Crucially, rebuilding a modern defence capacity is not simply a matter of metal and machinery. It requires next‑generation technologies: semiconductors, advanced sensors, cyber capabilities, and integrated systems. This widens the investment universe to far beyond traditional aerospace and defence names.
- {https://www.consilium.europa.eu/en/policies/defence-numbers/#0; European Council of the European Union}
The rise of defence as a leading ETF theme
This structural shift has not gone unnoticed by investors. Defence‑related investing has rapidly become the dominant theme in thematic ETFs. In 2021 and 2022, flows were concentrated in technology and clean‑energy strategies. Today, the landscape has changed dramatically.
In 2024 alone, defence‑themed ETFs attracted €1.9bn in inflows. In 2025, flows exceeded €10bn, making defence the single strongest thematic trend.
As governments commit to multi‑year spending increases and defence companies report swelling order books, investors are positioning for long‑term growth.
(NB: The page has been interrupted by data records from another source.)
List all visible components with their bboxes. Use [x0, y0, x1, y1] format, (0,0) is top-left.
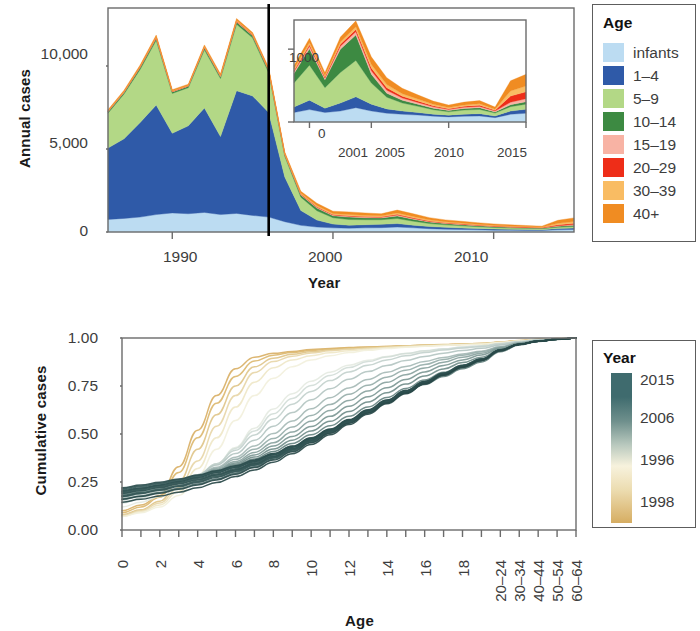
panel-b-line-1996	[122, 338, 576, 497]
panel-a-inset-xtick-2005: 2005	[375, 145, 405, 160]
panel-a-inset-xtick-2001: 2001	[338, 145, 368, 160]
legend-age-label: 40+	[633, 206, 659, 222]
legend-age-label: 1–4	[633, 68, 659, 84]
legend-age-swatch-icon	[603, 66, 624, 85]
legend-year-label-1996: 1996	[640, 451, 674, 469]
panel-b-xtick-label: 18	[454, 560, 471, 577]
panel-b-xtick-label: 12	[341, 560, 358, 577]
panel-b-xtick-label: 60–64	[568, 560, 585, 602]
legend-age-label: 30–39	[633, 183, 676, 199]
panel-b-xtick-label: 0	[114, 560, 131, 568]
legend-age-items: infants1–45–910–1415–1920–2930–3940+	[603, 41, 679, 225]
legend-age-row[interactable]: 15–19	[603, 133, 679, 156]
legend-age-label: 5–9	[633, 91, 659, 107]
panel-b-y-axis-title: Cumulative cases	[32, 351, 49, 511]
panel-a-x-axis-title: Year	[308, 274, 341, 291]
panel-b-line-2003	[122, 338, 576, 496]
legend-year: Year 2015 2006 1996 1998	[592, 340, 696, 528]
legend-age-swatch-icon	[603, 135, 624, 154]
legend-age-row[interactable]: infants	[603, 41, 679, 64]
panel-b-ytick-025: 0.25	[68, 473, 98, 491]
panel-b-xtick-label: 4	[189, 560, 206, 568]
panel-a-inset-xtick-2015: 2015	[497, 145, 527, 160]
panel-b-x-axis-title: Age	[345, 612, 374, 629]
panel-cumulative-cases: Cumulative cases 1.00 0.75 0.50 0.25 0.0…	[0, 320, 582, 631]
legend-year-title: Year	[603, 349, 636, 367]
legend-age-swatch-icon	[603, 158, 624, 177]
panel-b-xtick-label: 20–24	[492, 560, 509, 602]
legend-year-label-2006: 2006	[640, 409, 674, 427]
panel-b-xtick-label: 30–34	[511, 560, 528, 602]
panel-a-xtick-2000: 2000	[308, 248, 342, 266]
panel-a-ytick-10000: 10,000	[41, 45, 88, 63]
legend-age-swatch-icon	[603, 181, 624, 200]
panel-a-inset-ytick-0: 0	[318, 126, 326, 141]
panel-b-ytick-100: 1.00	[68, 329, 98, 347]
legend-age-label: 20–29	[633, 160, 676, 176]
legend-age-label: infants	[633, 45, 679, 61]
panel-a-inset-xtick-2010: 2010	[434, 145, 464, 160]
legend-age-label: 10–14	[633, 114, 676, 130]
panel-b-xtick-label: 2	[151, 560, 168, 568]
year-colorbar-gradient	[611, 373, 632, 523]
figure-root: Annual cases 10,000 5,000 0 1990 2000 20…	[0, 0, 700, 631]
panel-a-inset-ytick-1000: 1000	[289, 50, 319, 65]
legend-age-row[interactable]: 5–9	[603, 87, 679, 110]
legend-age-row[interactable]: 30–39	[603, 179, 679, 202]
panel-a-plot-area	[106, 2, 576, 247]
legend-year-label-2015: 2015	[640, 371, 674, 389]
legend-age-row[interactable]: 10–14	[603, 110, 679, 133]
panel-b-xtick-label: 50–54	[549, 560, 566, 602]
legend-age-swatch-icon	[603, 43, 624, 62]
panel-b-line-2012	[122, 338, 576, 491]
panel-b-xtick-label: 8	[265, 560, 282, 568]
panel-b-xtick-label: 16	[416, 560, 433, 577]
panel-annual-cases: Annual cases 10,000 5,000 0 1990 2000 20…	[0, 0, 582, 305]
panel-b-frame	[122, 338, 576, 530]
panel-b-line-2008	[122, 338, 576, 489]
panel-b-line-2005	[122, 338, 576, 490]
panel-b-line-1995	[122, 338, 576, 498]
panel-b-line-2013	[122, 338, 576, 488]
legend-age-swatch-icon	[603, 89, 624, 108]
panel-b-x-tick-labels: 02468101214161820–2430–3440–4450–5460–64	[0, 556, 582, 616]
legend-age-swatch-icon	[603, 112, 624, 131]
legend-age: Age infants1–45–910–1415–1920–2930–3940+	[592, 4, 696, 242]
panel-b-xtick-label: 40–44	[530, 560, 547, 602]
legend-age-row[interactable]: 40+	[603, 202, 679, 225]
panel-b-line-2010	[122, 338, 576, 496]
panel-a-xtick-1990: 1990	[163, 248, 197, 266]
legend-age-swatch-icon	[603, 204, 624, 223]
legend-age-title: Age	[603, 14, 632, 32]
panel-a-ytick-0: 0	[79, 222, 88, 240]
panel-b-xtick-label: 6	[227, 560, 244, 568]
panel-b-line-1997	[122, 338, 576, 496]
legend-age-row[interactable]: 20–29	[603, 156, 679, 179]
panel-b-xtick-label: 14	[378, 560, 395, 577]
panel-a-y-axis-title: Annual cases	[16, 54, 33, 184]
panel-a-ytick-5000: 5,000	[49, 134, 88, 152]
panel-b-ytick-075: 0.75	[68, 377, 98, 395]
legend-age-row[interactable]: 1–4	[603, 64, 679, 87]
panel-b-plot-area	[120, 334, 580, 559]
panel-b-ytick-050: 0.50	[68, 425, 98, 443]
legend-age-label: 15–19	[633, 137, 676, 153]
panel-b-ytick-000: 0.00	[68, 521, 98, 539]
panel-b-line-1988	[122, 338, 576, 515]
panel-a-xtick-2010: 2010	[454, 248, 488, 266]
legend-year-label-1998: 1998	[640, 493, 674, 511]
panel-b-xtick-label: 10	[303, 560, 320, 577]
How ETFs can help investors access this opportunity
The defence sector in Europe is not only expanding; it is diversifying. Traditional large defence contractors are seeing their order books surge, while a growing ecosystem of suppliers – component manufacturers, semiconductor firms, cybersecurity providers, and industrial technology companies – is becoming increasingly central to Europe’s defence capability.
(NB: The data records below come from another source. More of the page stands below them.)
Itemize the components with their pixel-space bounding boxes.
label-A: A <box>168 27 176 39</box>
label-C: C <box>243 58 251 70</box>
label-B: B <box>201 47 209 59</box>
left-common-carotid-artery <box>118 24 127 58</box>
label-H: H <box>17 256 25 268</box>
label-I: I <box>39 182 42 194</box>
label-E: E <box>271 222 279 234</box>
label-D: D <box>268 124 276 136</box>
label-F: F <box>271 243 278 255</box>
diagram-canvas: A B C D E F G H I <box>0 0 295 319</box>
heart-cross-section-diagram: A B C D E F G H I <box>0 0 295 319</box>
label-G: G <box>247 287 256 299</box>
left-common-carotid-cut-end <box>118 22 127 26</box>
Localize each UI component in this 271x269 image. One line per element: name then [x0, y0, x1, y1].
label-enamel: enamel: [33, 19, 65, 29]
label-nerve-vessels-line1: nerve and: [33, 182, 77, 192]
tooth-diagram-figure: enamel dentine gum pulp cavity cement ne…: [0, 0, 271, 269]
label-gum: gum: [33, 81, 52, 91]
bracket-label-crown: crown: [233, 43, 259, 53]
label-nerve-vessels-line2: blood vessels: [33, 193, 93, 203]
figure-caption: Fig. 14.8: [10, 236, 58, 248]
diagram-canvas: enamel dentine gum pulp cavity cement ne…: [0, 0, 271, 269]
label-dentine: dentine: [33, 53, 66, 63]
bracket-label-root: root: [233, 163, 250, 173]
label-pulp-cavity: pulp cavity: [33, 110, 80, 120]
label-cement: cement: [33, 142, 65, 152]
Investing through a specialised ETF can offer advantages:
1. Broad exposure to a complex ecosystem
Modern defence is an interconnected value chain. A well‑constructed ETF aims to capture not only pureplay defence firms, but also key contributors in adjacent industries including capital goods, electronics, radar technologies, and advanced materials.
2. Access to a customised benchmark
A passive strategy tracking a customised index such as the Bloomberg Europe Defense Select index captures companies classified under aerospace and defence as well as firms with significant involvement in the defence value chain, even if they fall outside the traditional classifications.
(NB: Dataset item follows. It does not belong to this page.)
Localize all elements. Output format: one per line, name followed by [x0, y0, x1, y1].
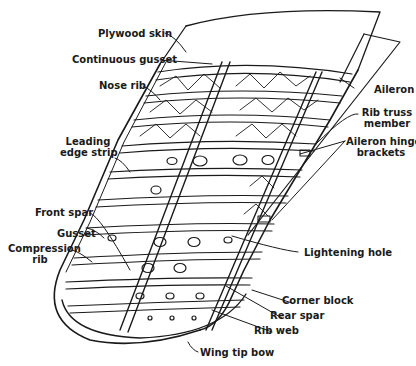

3. Potential risk mitigation in a highly technical sector
Defence companies often have large project‑based revenues and are exposed to geopolitical sensitivity. An ETF aims to diversify these risks across countries, subsectors, and technologies.
4. A long‑term structural trend
With substantial budgets, multi‑year government procurement programmes, and an increasingly coordinated European industrial policy, the investment case is supported by visibility and duration. ETFs are particularly well suited to capturing such multi‑year thematic trends.
What investors should look out for
As Europe builds out its defence architecture, several milestones may confirm the persistence of the trend:
- Continued conversion of orders into revenue across defence manufacturers
- Deeper cooperation between European militaries, including joint procurement
- The emergence of new ‘defence primes’ (manufacturers that coordinate the build of a complete system) as smaller technology firms scale up
- Expansion of domestic capabilities in strategically critical areas such as semiconductors, cyberdefence, and space systems.
In our view, these developments reinforce the case for long‑term exposure through a diversified investment vehicle.
A structural theme with long‑term potential
Europe’s defence landscape is undergoing its most profound transformation in decades. Defence budgets are rising sharply, investment is accelerating even faster, industrial capacity is expanding, and the investor community has recognised defence as a leading structural theme.
Against this backdrop, an ETF that aims to provide diversified, transparent, and cost‑efficient exposure to Europe’s modern defence ecosystem can offer an attractive way to participate in this long‑term trend. As the continent redefines its strategic autonomy, investors have an opportunity to align with one of Europe’s most significant and durable growth stories.